Notable tech products of 2011, from iPhone 4S to Spotify
— -- Think back to the tech products you were anticipating in 2011: fresh tablets, smartphones, screaming-fast 4G service and more.
Now consider which products made a major impact, which fell short, and which frankly came out of nowhere. Who would have imagined that one of the most lust-worthy new products of the year was, gosh, a thermostat?
I've been thinking about all this as I take my customary look back at the products and services I've reviewed these past 12 months.
Some of the 2011 class flopped. Research In Motion's 7-inch BlackBerry PlayBook tablet was seriously flawed. The supply of apps was paltry, and the lack of native e-mail was especially shocking given BlackBerry's core strength in the area.
I generally liked the TouchPad tablet from Hewlett-Packard that is based on the slick WebOS operating system that HP acquired from Palm. But after poor sales, HP decided to kill the tablet and send WebOS into a state of limbo. More recently, HP, under new CEO Meg Whitman, has decided to license WebOS to developers and companies.
Even the 2011 products that earned my praise rarely arrived without blemishes. A look at some of 2011's most notable:
iPhone 4S
It wasn't the iPhone 5 that everyone hoped for. But the iPhone 4S is a darn smart smartphone, punctuated by a superior camera and the Siri personal voice assistant. The Siri voice is cool, funny and, yep, helpful — I found no better way to set the alarm clock on the iPhone. Siri is far from a finished feature, though, which is why Apple considers it to be still in beta.
I'd also be remiss if I didn't mention the battery problems plaguing some 4S owners, which Apple owned up to when it brought out an iOS 5 software fix.
As for iOS 5, it's at the forefront of the iPhone 4S, along with the iPad, iPad 2 and recent versions of the iPod Touch. Among other features, it provides a handy Notification Center and Reminders app, improvements to the Safari browser and, of course, iCloud, the ability to store music, photos and documents online and keep everything current across all your iOS devices.
Sweet mobileoperating systems
I'm speaking of Google's Android version 4.0, known as Ice Cream Sandwich, and of Windows Phone 7.5, known as Mango. The sweet Ice Cream Sandwich update showed up late in the year on the Samsung Galaxy Nexus, initially available in the USA from Verizon Wireless. Ice Cream Sandwich boasts some neat, if imperfect, features, including Face Unlock or the ability to unlock your phone when you stick your face in front of the screen. Galaxy Nexus lets you take advantage of NFC chip technology to exploit a feature called Android Beam. With it, you can share a YouTube video, Web page, map and so on with another phone by holding the Galaxy Nexus back to back against another NFC-capable Android device. Unfortunately for now, Verizon isn't letting you use NFC to make mobile payments via Google Wallet.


— Exercise aim —
Produce a verbatim copy of the following records, leaving out all pictures.

Text-to-region grounding data:
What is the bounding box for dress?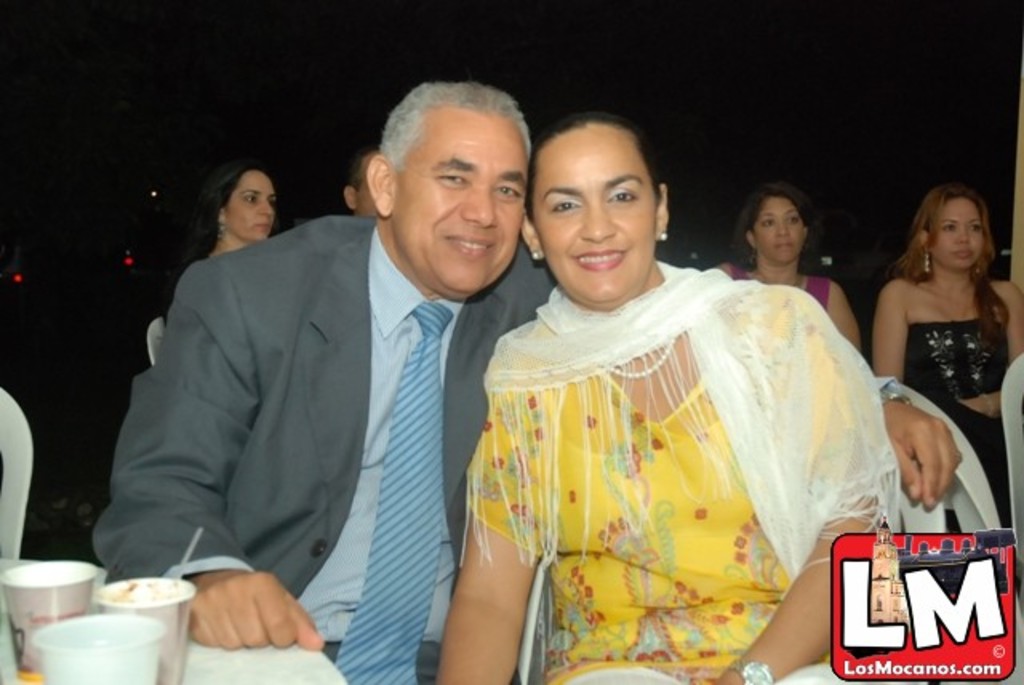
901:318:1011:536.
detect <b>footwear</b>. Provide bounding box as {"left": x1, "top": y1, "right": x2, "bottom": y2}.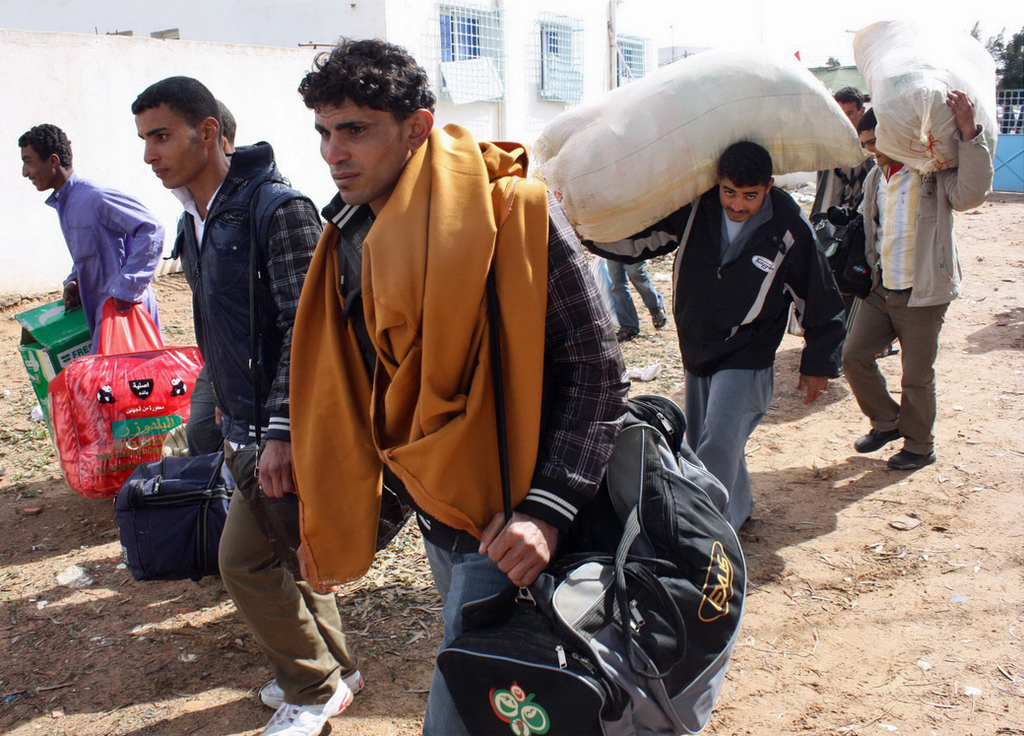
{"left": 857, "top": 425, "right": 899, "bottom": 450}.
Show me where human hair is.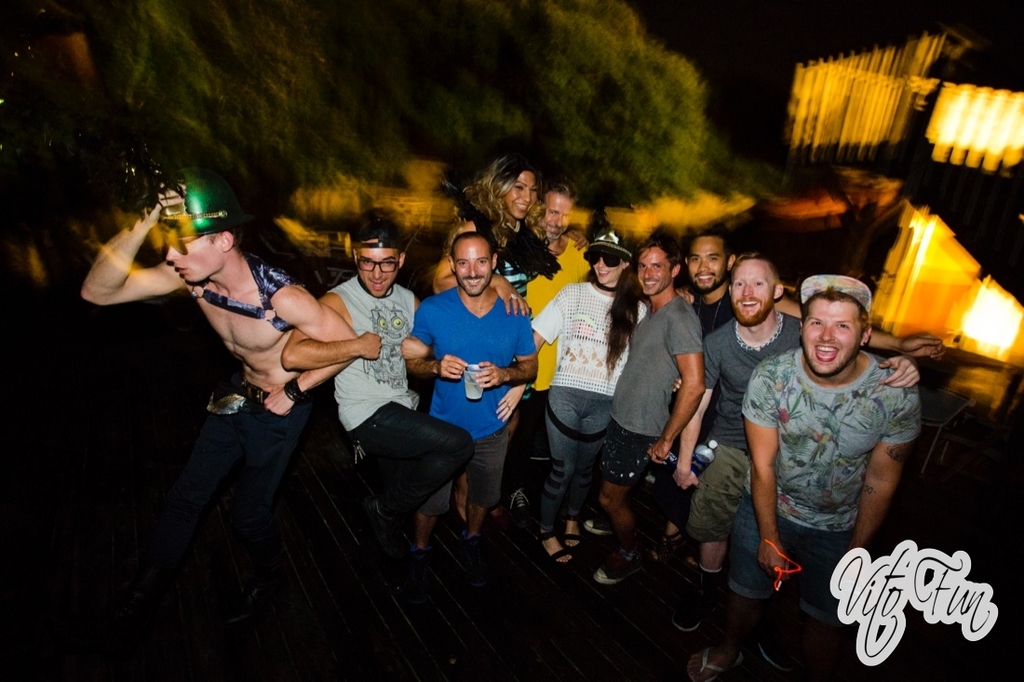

— Response —
What is the bounding box for dress?
901:318:1011:536.
detect <b>footwear</b>. Provide bounding box as {"left": x1, "top": y1, "right": x2, "bottom": y2}.
{"left": 857, "top": 425, "right": 899, "bottom": 450}.
Show me where human hair is.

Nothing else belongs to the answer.